## [Problem description]
Retype the records exactly, with nothing added or dropped.
=== Begin Enclosure ===
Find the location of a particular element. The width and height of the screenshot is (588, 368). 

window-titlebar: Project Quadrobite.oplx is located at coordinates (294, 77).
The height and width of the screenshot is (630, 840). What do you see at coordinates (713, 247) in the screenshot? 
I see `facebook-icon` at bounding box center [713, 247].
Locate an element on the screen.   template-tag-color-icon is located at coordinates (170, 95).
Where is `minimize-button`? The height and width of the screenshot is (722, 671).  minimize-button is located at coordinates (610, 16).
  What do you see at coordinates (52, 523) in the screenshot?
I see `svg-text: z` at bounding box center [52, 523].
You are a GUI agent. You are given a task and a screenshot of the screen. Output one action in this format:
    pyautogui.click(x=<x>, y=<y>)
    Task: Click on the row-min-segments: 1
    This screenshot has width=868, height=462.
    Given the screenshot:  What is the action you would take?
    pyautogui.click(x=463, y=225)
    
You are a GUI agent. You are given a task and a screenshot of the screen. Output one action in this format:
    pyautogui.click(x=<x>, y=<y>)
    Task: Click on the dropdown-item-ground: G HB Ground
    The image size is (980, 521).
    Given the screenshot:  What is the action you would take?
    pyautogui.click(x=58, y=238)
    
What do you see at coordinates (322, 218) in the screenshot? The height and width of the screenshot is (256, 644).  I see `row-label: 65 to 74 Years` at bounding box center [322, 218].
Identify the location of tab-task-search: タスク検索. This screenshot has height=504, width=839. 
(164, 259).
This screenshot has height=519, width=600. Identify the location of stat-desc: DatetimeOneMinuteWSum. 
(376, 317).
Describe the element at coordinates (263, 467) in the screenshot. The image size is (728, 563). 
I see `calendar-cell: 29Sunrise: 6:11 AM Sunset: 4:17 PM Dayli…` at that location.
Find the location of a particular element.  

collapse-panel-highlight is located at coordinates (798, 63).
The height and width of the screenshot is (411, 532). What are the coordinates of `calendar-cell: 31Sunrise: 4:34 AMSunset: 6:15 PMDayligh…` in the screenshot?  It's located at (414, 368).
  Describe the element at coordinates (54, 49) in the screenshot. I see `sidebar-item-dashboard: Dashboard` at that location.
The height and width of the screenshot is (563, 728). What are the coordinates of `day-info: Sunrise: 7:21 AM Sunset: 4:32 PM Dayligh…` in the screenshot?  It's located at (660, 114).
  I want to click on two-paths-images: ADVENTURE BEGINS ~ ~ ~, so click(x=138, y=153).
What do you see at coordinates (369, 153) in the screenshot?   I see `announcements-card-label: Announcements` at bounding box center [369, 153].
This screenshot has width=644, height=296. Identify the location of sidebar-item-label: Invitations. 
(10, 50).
=== End Enclosure ===
## [Result of the task]
Find the location of a particular element. The width and height of the screenshot is (588, 368). 

window-titlebar: Project Quadrobite.oplx is located at coordinates (294, 77).
The height and width of the screenshot is (630, 840). What do you see at coordinates (713, 247) in the screenshot? 
I see `facebook-icon` at bounding box center [713, 247].
Locate an element on the screen.   template-tag-color-icon is located at coordinates (170, 95).
Where is `minimize-button`? The height and width of the screenshot is (722, 671).  minimize-button is located at coordinates (610, 16).
  What do you see at coordinates (52, 523) in the screenshot?
I see `svg-text: z` at bounding box center [52, 523].
You are a GUI agent. You are given a task and a screenshot of the screen. Output one action in this format:
    pyautogui.click(x=<x>, y=<y>)
    Task: Click on the row-min-segments: 1
    This screenshot has width=868, height=462.
    Given the screenshot:  What is the action you would take?
    pyautogui.click(x=463, y=225)
    
You are a GUI agent. You are given a task and a screenshot of the screen. Output one action in this format:
    pyautogui.click(x=<x>, y=<y>)
    Task: Click on the dropdown-item-ground: G HB Ground
    The image size is (980, 521).
    Given the screenshot:  What is the action you would take?
    pyautogui.click(x=58, y=238)
    
What do you see at coordinates (322, 218) in the screenshot? The height and width of the screenshot is (256, 644).  I see `row-label: 65 to 74 Years` at bounding box center [322, 218].
Identify the location of tab-task-search: タスク検索. This screenshot has height=504, width=839. 
(164, 259).
This screenshot has height=519, width=600. Identify the location of stat-desc: DatetimeOneMinuteWSum. 
(376, 317).
Describe the element at coordinates (263, 467) in the screenshot. The image size is (728, 563). 
I see `calendar-cell: 29Sunrise: 6:11 AM Sunset: 4:17 PM Dayli…` at that location.
Find the location of a particular element.  

collapse-panel-highlight is located at coordinates (798, 63).
The height and width of the screenshot is (411, 532). What are the coordinates of `calendar-cell: 31Sunrise: 4:34 AMSunset: 6:15 PMDayligh…` in the screenshot?  It's located at (414, 368).
  Describe the element at coordinates (54, 49) in the screenshot. I see `sidebar-item-dashboard: Dashboard` at that location.
The height and width of the screenshot is (563, 728). What are the coordinates of `day-info: Sunrise: 7:21 AM Sunset: 4:32 PM Dayligh…` in the screenshot?  It's located at (660, 114).
  I want to click on two-paths-images: ADVENTURE BEGINS ~ ~ ~, so click(x=138, y=153).
What do you see at coordinates (369, 153) in the screenshot?   I see `announcements-card-label: Announcements` at bounding box center [369, 153].
This screenshot has width=644, height=296. Identify the location of sidebar-item-label: Invitations. 
(10, 50).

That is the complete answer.